By Amy Goodman & Denis Moynihan
Donald Trump made his “closing argument” at a Madison Square Garden rally in New York, the same city where he was recently convicted of 34 felonies. The spectacle was an orchestrated, six-hour orgy of hate. Speaker after speaker worked the crowd by attacking immigrants, Jews, Black people, women and more, directing special invective against the woman of color challenging Trump, Vice President Kamala Harris. Celebrity white supremacist Tucker Carlson, for example, warned Harris could be “the first Samoan, Malaysian, low-IQ, former California prosecutor ever to be elected president.”
The evening’s opening act, a so-called comedian named Tony Hinchcliffe, set the tone with a vile, racist routine.
“There’s literally a floating island of garbage in the middle of the ocean right now. Yeah, I think it’s called Puerto Rico.”
Hinchcliffe’s crude shtick was vetted by the Trump campaign, since they reportedly deleted his intended use of the “C” word to describe Kamala Harris.
There are more than 8 million Puerto Ricans in the United States, all of whom are U.S. citizens. Due to Puerto Rico’s colonial status, though, the 3 million residents of Puerto Rico can’t vote in the U.S. presidential election.

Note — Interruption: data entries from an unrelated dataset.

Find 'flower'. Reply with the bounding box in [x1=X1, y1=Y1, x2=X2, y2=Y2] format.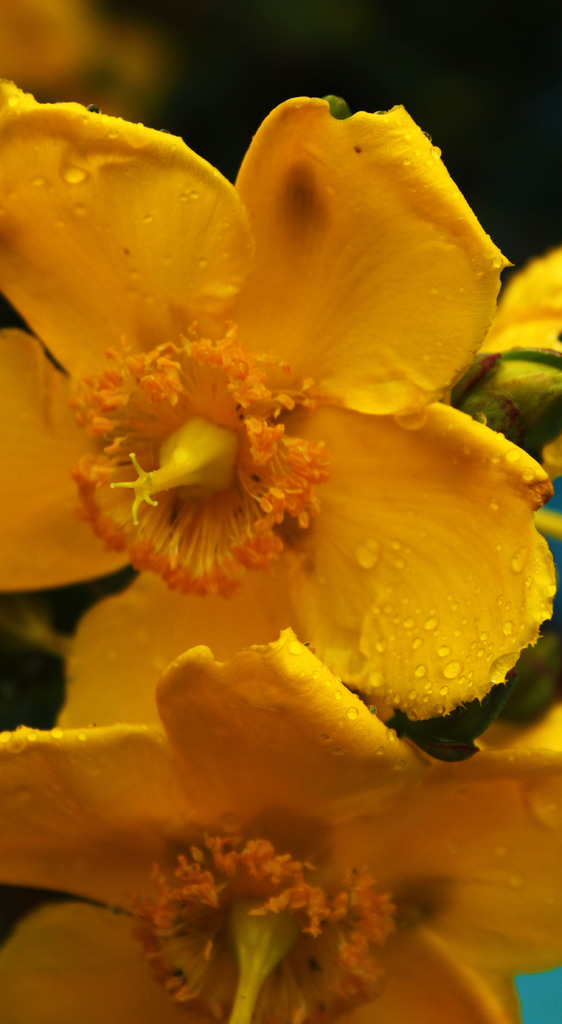
[x1=0, y1=0, x2=169, y2=124].
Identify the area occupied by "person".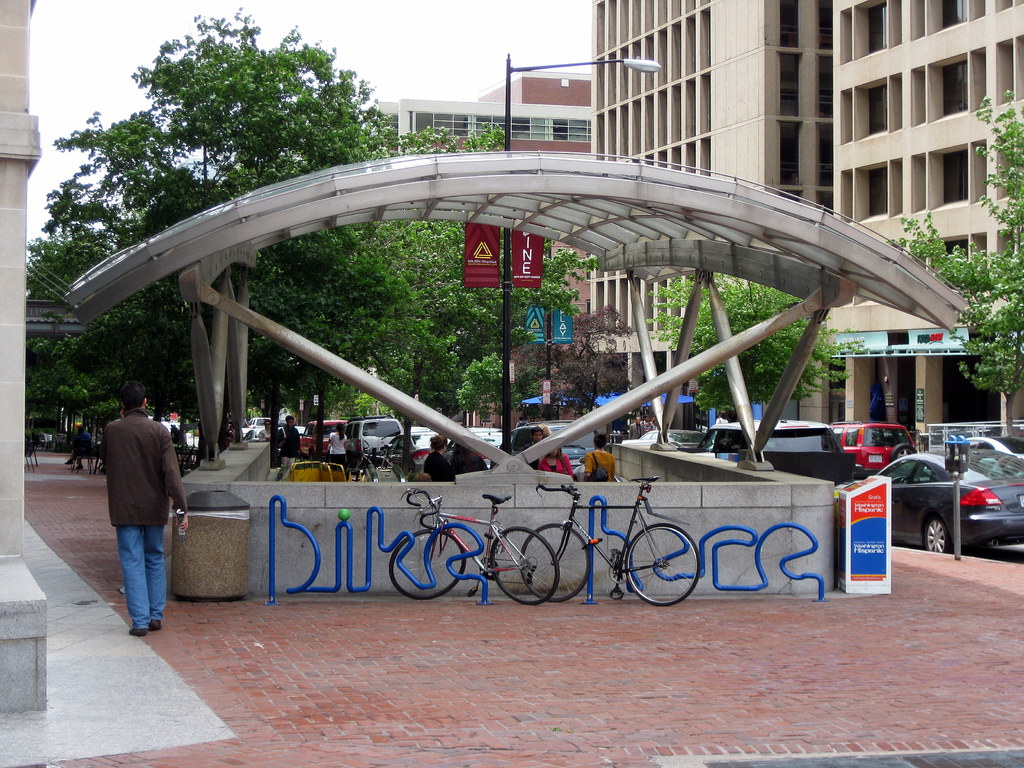
Area: bbox(637, 414, 655, 431).
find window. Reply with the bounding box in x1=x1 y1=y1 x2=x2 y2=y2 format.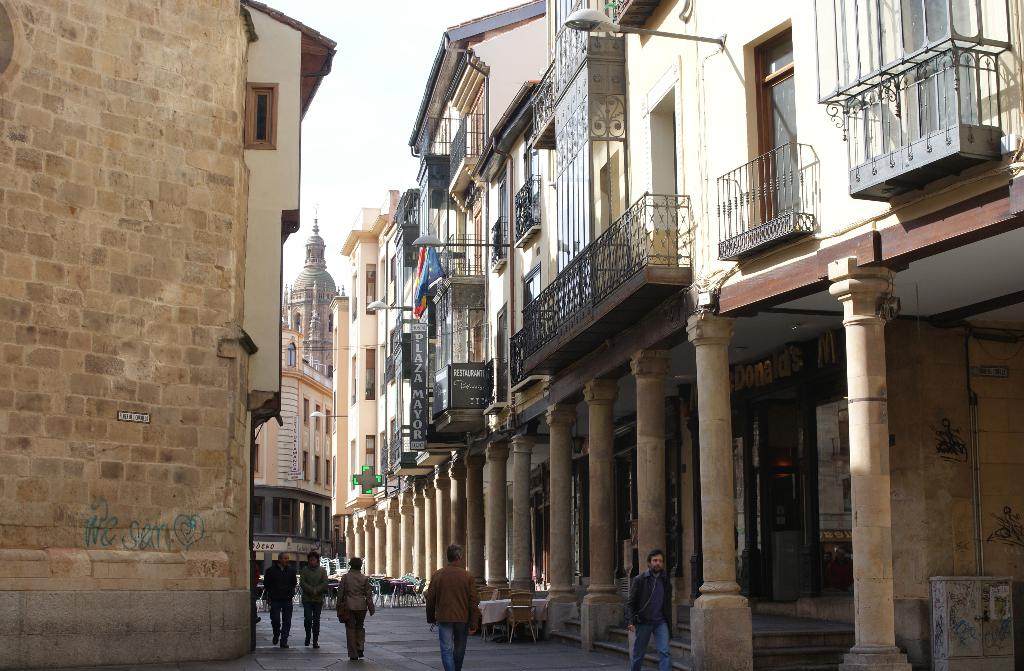
x1=895 y1=0 x2=978 y2=142.
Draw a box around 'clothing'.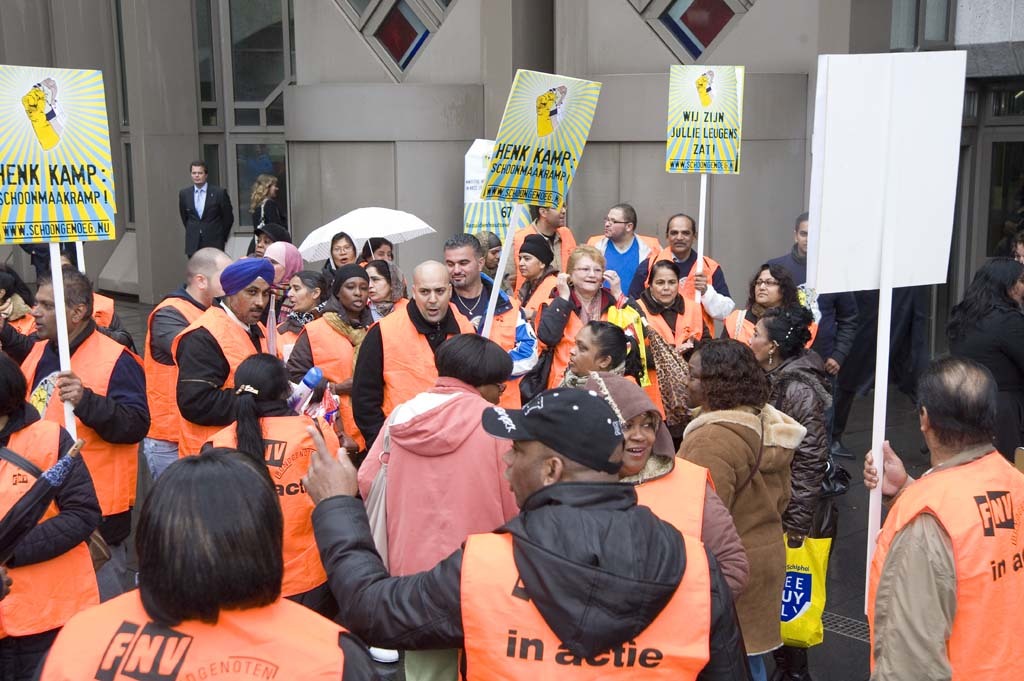
BBox(245, 196, 287, 256).
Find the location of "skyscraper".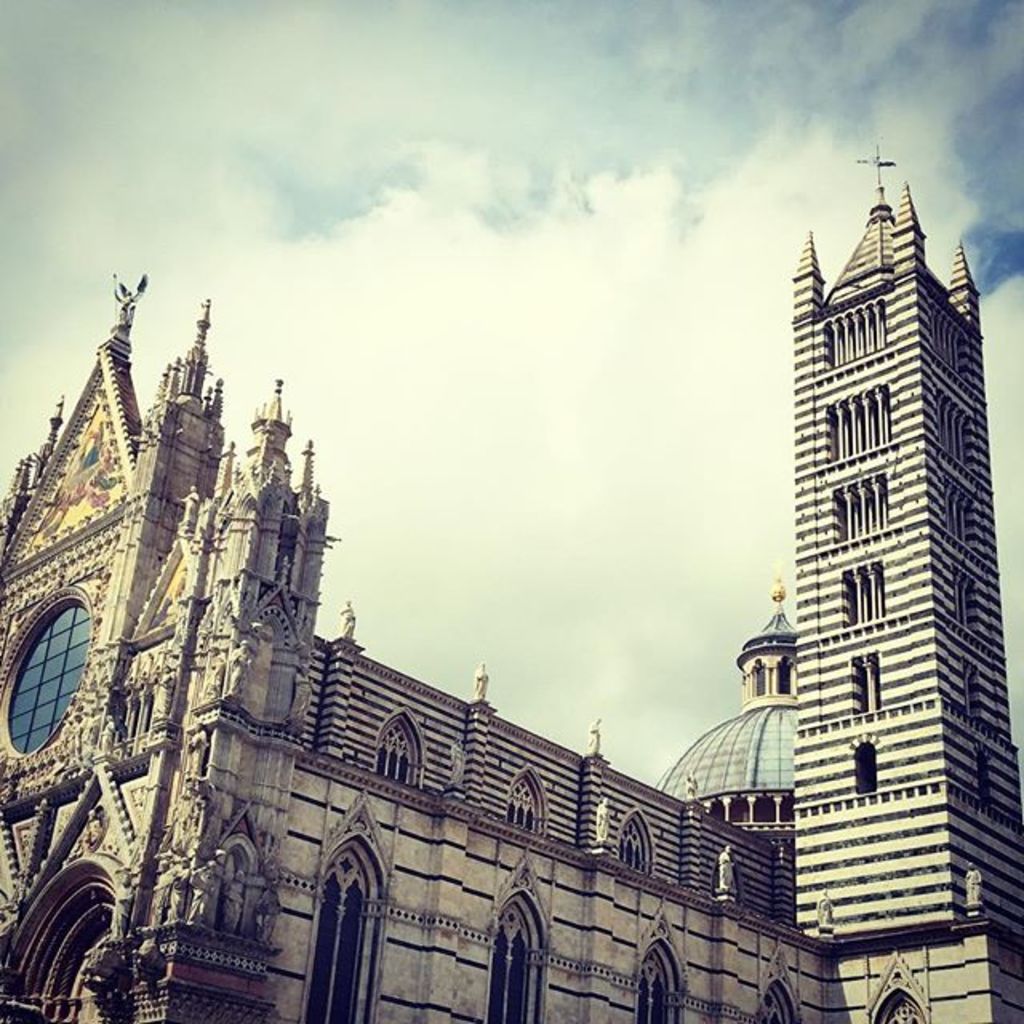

But the more than five million who do live in the continental U.S. can. Of those, almost half a million live in the crucial swing state of Pennsylvania, with an additional half million spread across the swing states of Georgia, North Carolina, Arizona, Wisconsin, Michigan and Nevada. Puerto Rican voters are angry. As proud Puerto Rican Sunny Hostin, co-host of ABC’s popular talk show The View, said the day after Trump’s rally, “We know how to take the trash out, Donald Trump – trash that has been collecting since 2016. And that’s you, Donald Trump. … My fellow Puerto Ricans: trash collection day is November 5th, 2024.”
Trump, predictably, referred to his rally as a “lovefest.” He notoriously refuses to apologize for anything, and his invitations to the racist comedian or to any of the other inflammatory speakers at his rally are no exception.
If his naked racism weren’t enough, Trump has repeatedly said he wants to be a dictator. He admires dictators, he associates with dictators, he praises dictators.
“This is the language of fascism and violence,” NYU History Professor Ruth Ben-Ghiat said on the Democracy Now! news hour. She wrote the book Strongmen: Mussolini to the Present, and sees striking parallels between historical fascism and Trump’s MAGA movement.
Struck by the vulgarity from the podium throughout Trump’s MSG rally, Ben-Ghiat said:
“We think about authoritarianism as imposing controls on people and silencing people, and it certainly does that. But it also is designed, from fascism forward, to make people become their worst selves, to give them permission to be as violent and unrestrained as possible…this kind of profanity, you know, at women, the misogyny, anti-Black statements, calling Latinos garbage, it’s not only a tradition of dehumanization that starts with fascism and goes through authoritarian movements up to our day, it’s also designed to make people feel, the foot soldiers of MAGA, that there are no restraints, there are no controls, and everything will be accepted as long as it is in the service of targeting the enemy within.”
Ben-Ghiat was referring to Trump’s pledge to target “the enemy within,” as he has said repeatedly, like this, on Fox News.
“The bigger problem are the people from within. We have some very bad people. We have some sick people, radical left lunatics. … It should be very easily handled by — if necessary, by the National Guard or, if really necessary, by the military.”
Several top military appointees from the former Trump administration have warned against a second Trump presidency. Ben-Ghiat observed, “Retired military officers, especially generals, don’t speak out unless they feel there’s a real need. The fact we’re seeing General Kelly, General Milley, former Defense Secretary Esper speak out and use the ‘F’ word, calling Trump a fascist, means that they are highly concerned.”
Last Sunday was not the first time fascists gathered at Madison Square Garden. In 1939, the German American Bund brought 20,000 people there to celebrate the rise of Nazi Germany. Seven years ago, filmmaker Marshall Curry assembled archival footage into the short documentary, A Night at the Garden, which received an Oscar nomination.
“When I first saw that footage, I was completely shocked to see the American flag and George Washington and hear people singing 'The Star-Spangled Banner' and saying the Pledge of Allegiance, and then offering a stiff-armed salute and cheering white supremacy,” Curry explained on Democracy Now!
The U.S. government has far too often undermined democracies abroad, leading to dictatorships or military regimes, from Iran to Guatemala to Congo to Chile. Now, with a right-wing Supreme Court doing Trump’s bidding and the potential for a compliant, MAGA-controlled Congress, only a galvanized, engaged electorate, supported by resilient, pro-democracy grassroots movements, can prevent autocracy from coming home to roost.